Tuesday 30 March 2010

Grange Bank

This was our home for twenty years and we all love it. This is how it looked when we first moved in, now the trees are a bit bigger. It is drawn over an old field plans of the area given to us by the previous owner.

Monday 29 March 2010

Fairy on the Tree

We had an artificial Christmas tree. Granddad Davis ordered it from a newspaper and it arrived in a surprisingly small cardboard box. Plastic coated branches slotted into a screwed together wooden post. The final effect seemed magical. Every year we would sort the branches by size slot it all together and decorate it with a mixture of lights, tinsel, fragile old foxed baubles and 'unbreakable' seventies kitsch. The fairy graced the top. She had gold paper wings and a net skirt in those days.

After Dave and I left home Dad put up the tree every year, chuntering about it. The Christmas after Mum left, the girls and I put it up in her new flat. She invited us all round to tea and we pulled crackers and played charades. It was a snug family evening. After Christmas she binned the tree, without warning, because it was "no use hanging on to things for the sake of it."

Sunday 28 March 2010

Chatsworth Walk

This is my attempt at a Richard Long inspired piece based on a walk Marie and I had in January.


His work is rather more elegant.

Tuesday 9 March 2010

Twenty Drawings ; I'd love a Babycham

Babycham was a rare childhood treat, especially one in my Granny Beaty's proper glasses with a cherry - even if it was a glace one, floating in an oily slick. Once Beaty and I sat outside our local pub and she had a lemonade and I had a Babycham with a real, juicy cocktail cherry. We kept the two glasses ambiguously between us "in case the Bobby came ". I was about five at the time.

Years later when I was in the throws of some now forgotten teenage despair Dad took me to the pub, just me and him. He went to the bar without asking what I wanted and came back with a sparkling babycham complete with cherry for me. I'd forgotten all about them. It was sickly sweet and hugged me with childhood.

Tuesday 2 March 2010

Twenty Drawings ; Whistling Boy

The Whistling boy belonged to my Dad's Grandma Clegg. It reminded her of him,"...our little Bobby", stood whistling with his hands in his pockets. She left it him. Mum watched him coming towards her down Vine Road with it under his arm when they were setting up house. At home it lived on the upstairs windowsill ignoring the Virgin Mary on O'Hara's windowsill opposite. Dad still whistles - Dixie on a constant loop. I think it masks the tinnitus he hears all the time.

Twenty Drawings ; Grape Ivy Cuttings

The original Grape ivy plant belonged to parents of my friend Val at University. I admired it and she gave me a cutting. My brother Dave took cuttings from this. My original plant eventually died, victim of feral stick insects that escaped when we looked after them for school one Easter.
Dave grew me a fresh cutting and then another and these are the first batch I have tried to strike.

Twenty Drawings ; Fish Tree


This drawing is from an old black and white photographic plate showing a fish catch. I am fascinated by the way the fish appear like unreal vegetation and by their flowing outlines. I think that outlines are maps of the unreal, a perceived edge bounding surfaces, that does not actually exist. The manner in which we draw outline gives work character and so is fundamental to the work being a form of expression and not just representation. I plan to do more outline drawings in ink.

Monday 1 March 2010

Twenty Drawings; Little Brown Suitcase


This was the suitcase Mum was dispatched to hospital with when she was expecting me. She was cross and reluctant to go, expecting to be sent back home, but was admitted and the rest is history. After that the case was used to hold sewing projects and gradually sagged and split under the pressure of intended creative energy. It now holds my would be scrap quilt and smiles down at me from the top of the wardrobe.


> Exercise:
Return all the data exactly, keeping the pictures out.

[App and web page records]
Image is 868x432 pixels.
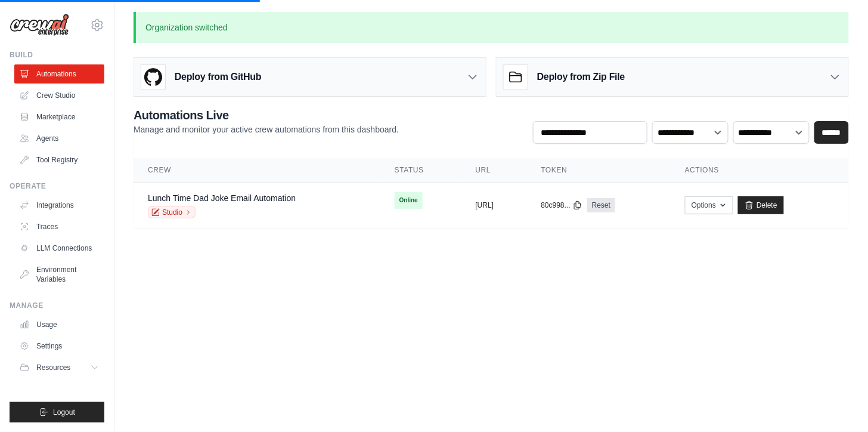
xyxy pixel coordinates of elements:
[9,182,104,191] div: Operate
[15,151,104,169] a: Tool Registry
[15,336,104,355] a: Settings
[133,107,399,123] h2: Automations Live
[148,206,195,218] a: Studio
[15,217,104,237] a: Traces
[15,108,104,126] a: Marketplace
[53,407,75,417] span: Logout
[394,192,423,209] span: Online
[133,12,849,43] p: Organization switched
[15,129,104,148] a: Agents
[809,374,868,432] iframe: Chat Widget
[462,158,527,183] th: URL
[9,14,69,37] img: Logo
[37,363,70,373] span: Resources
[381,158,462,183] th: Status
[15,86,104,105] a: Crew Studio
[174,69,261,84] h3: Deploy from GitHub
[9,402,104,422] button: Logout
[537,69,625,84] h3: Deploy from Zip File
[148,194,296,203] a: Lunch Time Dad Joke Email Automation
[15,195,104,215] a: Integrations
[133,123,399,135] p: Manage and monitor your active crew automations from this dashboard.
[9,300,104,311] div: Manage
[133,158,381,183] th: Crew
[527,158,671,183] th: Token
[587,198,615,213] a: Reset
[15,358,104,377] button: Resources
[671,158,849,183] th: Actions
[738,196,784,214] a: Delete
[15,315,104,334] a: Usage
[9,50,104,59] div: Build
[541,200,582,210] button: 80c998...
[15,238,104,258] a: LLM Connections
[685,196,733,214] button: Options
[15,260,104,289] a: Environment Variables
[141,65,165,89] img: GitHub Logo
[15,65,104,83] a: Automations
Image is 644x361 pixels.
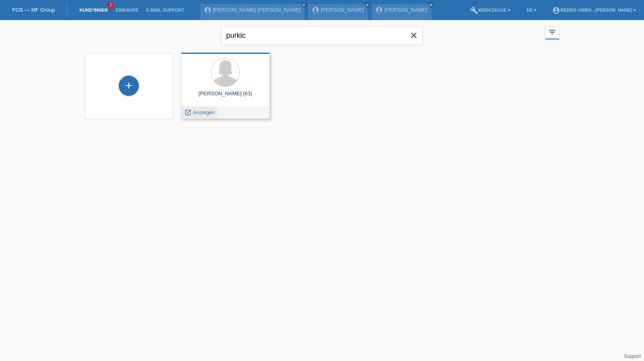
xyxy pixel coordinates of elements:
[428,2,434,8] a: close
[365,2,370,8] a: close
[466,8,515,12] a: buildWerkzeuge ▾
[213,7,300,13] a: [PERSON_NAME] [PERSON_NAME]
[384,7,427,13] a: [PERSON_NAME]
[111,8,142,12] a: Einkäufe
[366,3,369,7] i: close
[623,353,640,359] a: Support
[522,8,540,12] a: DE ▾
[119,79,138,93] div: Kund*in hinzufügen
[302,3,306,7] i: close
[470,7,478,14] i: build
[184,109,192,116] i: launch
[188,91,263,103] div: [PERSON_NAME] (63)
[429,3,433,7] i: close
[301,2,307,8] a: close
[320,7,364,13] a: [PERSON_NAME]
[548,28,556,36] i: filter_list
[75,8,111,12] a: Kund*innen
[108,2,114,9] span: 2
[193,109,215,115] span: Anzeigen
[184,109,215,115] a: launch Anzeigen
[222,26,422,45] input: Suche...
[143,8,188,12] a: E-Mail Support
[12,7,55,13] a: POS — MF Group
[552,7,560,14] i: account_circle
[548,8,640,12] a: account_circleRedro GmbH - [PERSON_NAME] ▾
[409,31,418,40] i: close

> Problem solution:
Image is 868x432 pixels.
xyxy pixel coordinates of elements:
[9,182,104,191] div: Operate
[15,151,104,169] a: Tool Registry
[15,336,104,355] a: Settings
[133,107,399,123] h2: Automations Live
[148,206,195,218] a: Studio
[15,217,104,237] a: Traces
[15,108,104,126] a: Marketplace
[53,407,75,417] span: Logout
[394,192,423,209] span: Online
[133,12,849,43] p: Organization switched
[15,129,104,148] a: Agents
[809,374,868,432] iframe: Chat Widget
[462,158,527,183] th: URL
[9,14,69,37] img: Logo
[37,363,70,373] span: Resources
[381,158,462,183] th: Status
[15,86,104,105] a: Crew Studio
[174,69,261,84] h3: Deploy from GitHub
[9,402,104,422] button: Logout
[537,69,625,84] h3: Deploy from Zip File
[148,194,296,203] a: Lunch Time Dad Joke Email Automation
[15,195,104,215] a: Integrations
[133,123,399,135] p: Manage and monitor your active crew automations from this dashboard.
[9,300,104,311] div: Manage
[133,158,381,183] th: Crew
[527,158,671,183] th: Token
[587,198,615,213] a: Reset
[15,358,104,377] button: Resources
[671,158,849,183] th: Actions
[738,196,784,214] a: Delete
[15,315,104,334] a: Usage
[9,50,104,59] div: Build
[541,200,582,210] button: 80c998...
[15,238,104,258] a: LLM Connections
[685,196,733,214] button: Options
[15,260,104,289] a: Environment Variables
[141,65,165,89] img: GitHub Logo
[15,65,104,83] a: Automations
Image is 644x361 pixels.
xyxy pixel coordinates of elements:
[428,2,434,8] a: close
[365,2,370,8] a: close
[466,8,515,12] a: buildWerkzeuge ▾
[213,7,300,13] a: [PERSON_NAME] [PERSON_NAME]
[384,7,427,13] a: [PERSON_NAME]
[111,8,142,12] a: Einkäufe
[366,3,369,7] i: close
[623,353,640,359] a: Support
[522,8,540,12] a: DE ▾
[119,79,138,93] div: Kund*in hinzufügen
[302,3,306,7] i: close
[470,7,478,14] i: build
[184,109,192,116] i: launch
[188,91,263,103] div: [PERSON_NAME] (63)
[429,3,433,7] i: close
[301,2,307,8] a: close
[320,7,364,13] a: [PERSON_NAME]
[548,28,556,36] i: filter_list
[75,8,111,12] a: Kund*innen
[108,2,114,9] span: 2
[193,109,215,115] span: Anzeigen
[184,109,215,115] a: launch Anzeigen
[222,26,422,45] input: Suche...
[143,8,188,12] a: E-Mail Support
[12,7,55,13] a: POS — MF Group
[552,7,560,14] i: account_circle
[548,8,640,12] a: account_circleRedro GmbH - [PERSON_NAME] ▾
[409,31,418,40] i: close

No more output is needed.